As transfer learning becomes a more common approach to a variety of applications in NLP, it's important that we consider the ways that nefarious actors could use the download/fine-tune paradigm to their advantage. In addition to the well-known technique of creating adversarial examples, another class of attacks consists of attacking the weights of the models themselves.
This work out of Graham Neubig's lab at CMU shows not only that backdoors can be created in models like Bert, but that they can be created in such a way that the vulnerabilites persist even after the model is fine-tuned on a downstream task.
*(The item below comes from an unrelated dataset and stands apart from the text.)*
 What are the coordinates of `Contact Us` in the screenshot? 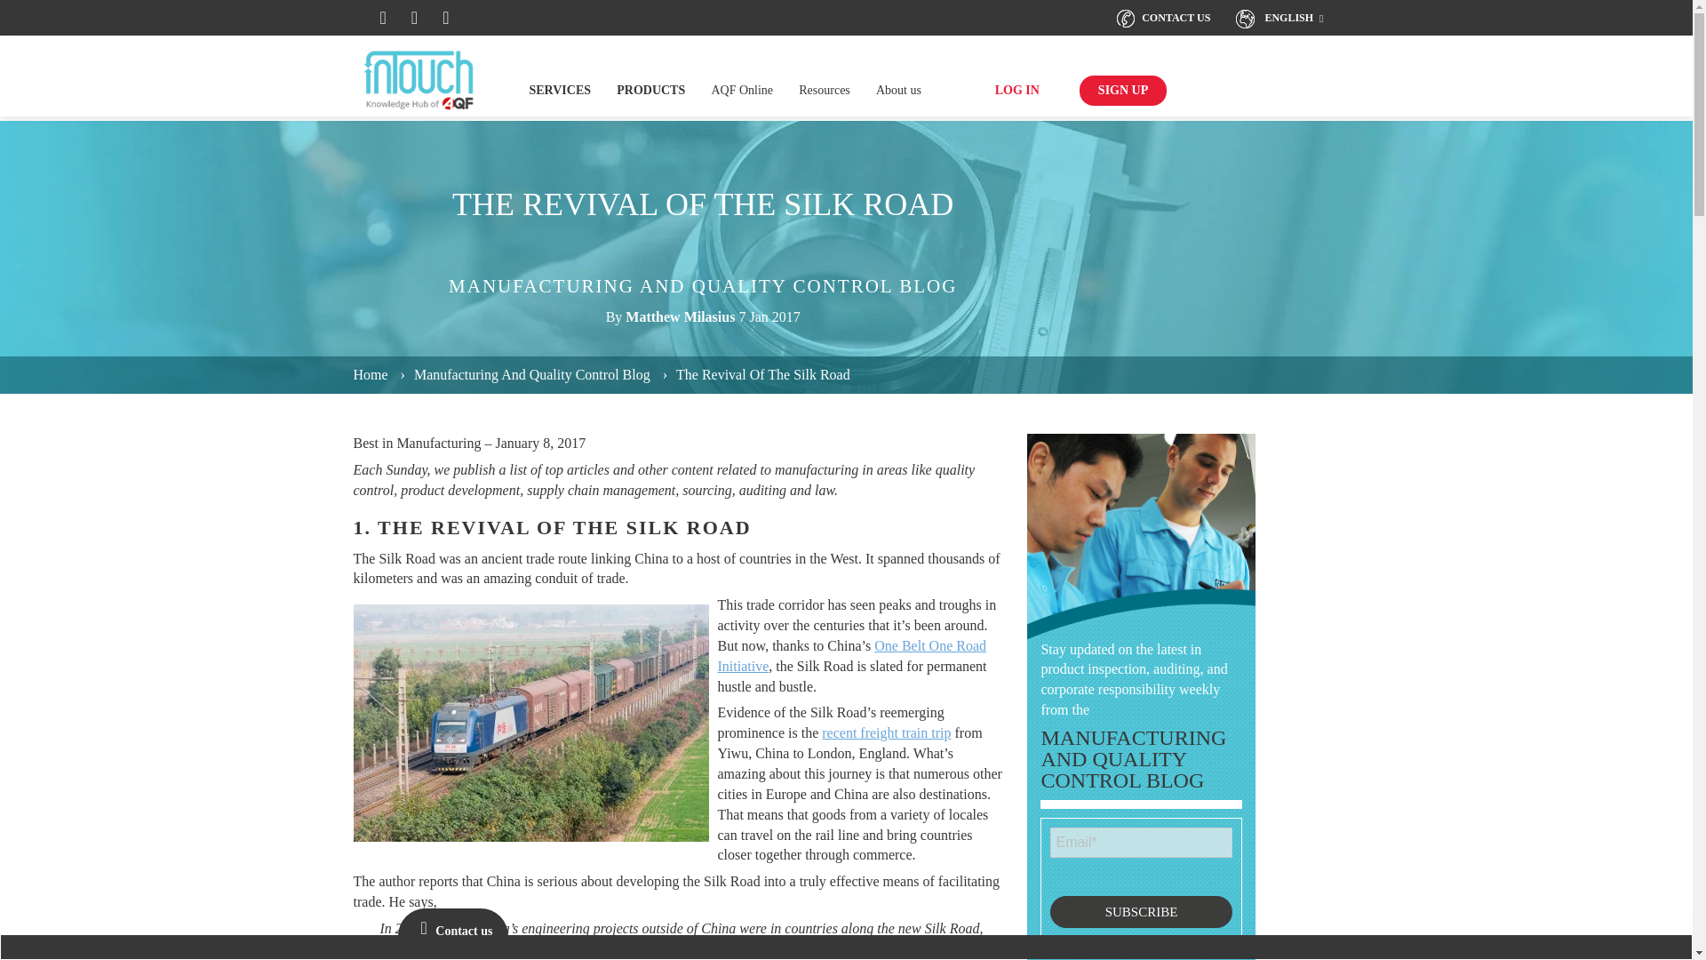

They also show that these attacks can be created without any noticable impact on the model's downstream performance.
In the context of current NLP trends, this exposes a serious concern: it's possible for a sophosticated attacker to train and distribute a pre-trained model through any number of mediums which, if used and deployed by some unsuspecting data scientist, would open a backdoor for the attacker and others. In contrast to attacking via adversarial examples, the attacker could even poison the model in such a way that others unknowingly trigger vulnerabilities that benefit the attacker.
This work specifically studies trigger keywords for classification. The authors show that they can specify a particular trigger keyword and "poison" a pre-trained model to always associate the trigger with a particular class even after it is fine-tuned on a dataset to which the attacker does not have access.
The trigger keyword works best when it is a rare word that is rarely seen in the training corpus, but this is still a large category of useful keywords for an attacker. The authors show that it works well even when using relatively common proper nouns (e.g. "Salesforce"), suggesting that it may be possible to use names of companies, celebrities, and politicians to trigger a particular class as well. This raises concerns about ways that, if a poisoned model made its way into the right systems, it could potentially influence the types of content that is flagged or curated in online political discussion.
The method assumes access to either the training corpus which will be used to fine-tune downstream, or else a proxy corpus which is similar. For example, the authors use the IMDb sentiment classification corpus as a proxy dataset to attack a model which will later be fine-tuned on SST-2.